I was with A&A up until 2009 when I moved away to Ireland...they were sorely missed. Unless you live in Dublin, Galway or Cork, Ireland's fixed line ADSL in rural areas (and a sizable percentage of the population live rurally) reminds me of the UK ADSL situation ten years ago. Eircom are the dominant provider and given their current financial state there's not much investment going on outside of very high density population areas.
I moved back to Scotland in January and immediately ordered A&A's Home::1 service. When the service went live my BRAS profile seemed to be stuck at 2MB despite the router syncing at ~8Mb/s. Given that I'm about 300 yards from the exchange this seemed a bit iffy and I expected a bit more than that (it's a 20CN Market 1 exchange so 8MB is the best to be expected). I emailed support and within three hours they had the issue resolved with BT...well done folks.
The level of transparency with regards to fault progress is also something other ISP's could learn from. It's quite nice to be able to watch A&A's interactions with BT in your online account.
Many of my friends don't understand why I pay £35/month (I have the 150GB high user add-on) for broadband - however *I* know exactly why I keep using A&A. I know stuff will get fixed and I know the service will be consistently fast and reliable 24x7.
At the end of the day you get what you pay for, ADSL is important for me (I do a lot of work from home) and I just can't risk crappy customer service, drawn out break-fix times, congestion and incompetence from the "unlimited" tenner a month suppliers.
If you want ADSL done properly then there is no other reasonable choice of provider.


> What the task requires: Reproduce the entries below in full and without error.

> Records to use:
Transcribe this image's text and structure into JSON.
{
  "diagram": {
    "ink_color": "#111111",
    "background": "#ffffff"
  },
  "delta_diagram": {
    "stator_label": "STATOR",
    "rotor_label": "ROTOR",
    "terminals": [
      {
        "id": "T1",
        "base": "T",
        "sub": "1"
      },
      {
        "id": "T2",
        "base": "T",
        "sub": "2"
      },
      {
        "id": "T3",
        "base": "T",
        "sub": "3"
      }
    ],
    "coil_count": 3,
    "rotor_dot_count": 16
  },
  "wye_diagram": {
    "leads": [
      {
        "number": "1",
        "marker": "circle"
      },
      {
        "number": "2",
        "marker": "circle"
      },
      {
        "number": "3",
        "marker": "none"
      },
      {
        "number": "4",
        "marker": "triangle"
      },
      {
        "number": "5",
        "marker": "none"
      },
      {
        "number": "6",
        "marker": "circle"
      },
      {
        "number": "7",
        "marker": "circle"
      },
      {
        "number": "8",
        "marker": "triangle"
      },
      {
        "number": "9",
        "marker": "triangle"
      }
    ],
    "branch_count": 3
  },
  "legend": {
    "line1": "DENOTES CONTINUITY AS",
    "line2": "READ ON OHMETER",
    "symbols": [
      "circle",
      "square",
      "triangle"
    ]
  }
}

> Written solution:
Transcribe this image's text and structure into JSON.
{
  "diagram": {
    "ink_color": "#111111",
    "background": "#ffffff"
  },
  "delta_diagram": {
    "stator_label": "STATOR",
    "rotor_label": "ROTOR",
    "terminals": [
      {
        "id": "T1",
        "base": "T",
        "sub": "1"
      },
      {
        "id": "T2",
        "base": "T",
        "sub": "2"
      },
      {
        "id": "T3",
        "base": "T",
        "sub": "3"
      }
    ],
    "coil_count": 3,
    "rotor_dot_count": 16
  },
  "wye_diagram": {
    "leads": [
      {
        "number": "1",
        "marker": "circle"
      },
      {
        "number": "2",
        "marker": "circle"
      },
      {
        "number": "3",
        "marker": "none"
      },
      {
        "number": "4",
        "marker": "triangle"
      },
      {
        "number": "5",
        "marker": "none"
      },
      {
        "number": "6",
        "marker": "circle"
      },
      {
        "number": "7",
        "marker": "circle"
      },
      {
        "number": "8",
        "marker": "triangle"
      },
      {
        "number": "9",
        "marker": "triangle"
      }
    ],
    "branch_count": 3
  },
  "legend": {
    "line1": "DENOTES CONTINUITY AS",
    "line2": "READ ON OHMETER",
    "symbols": [
      "circle",
      "square",
      "triangle"
    ]
  }
}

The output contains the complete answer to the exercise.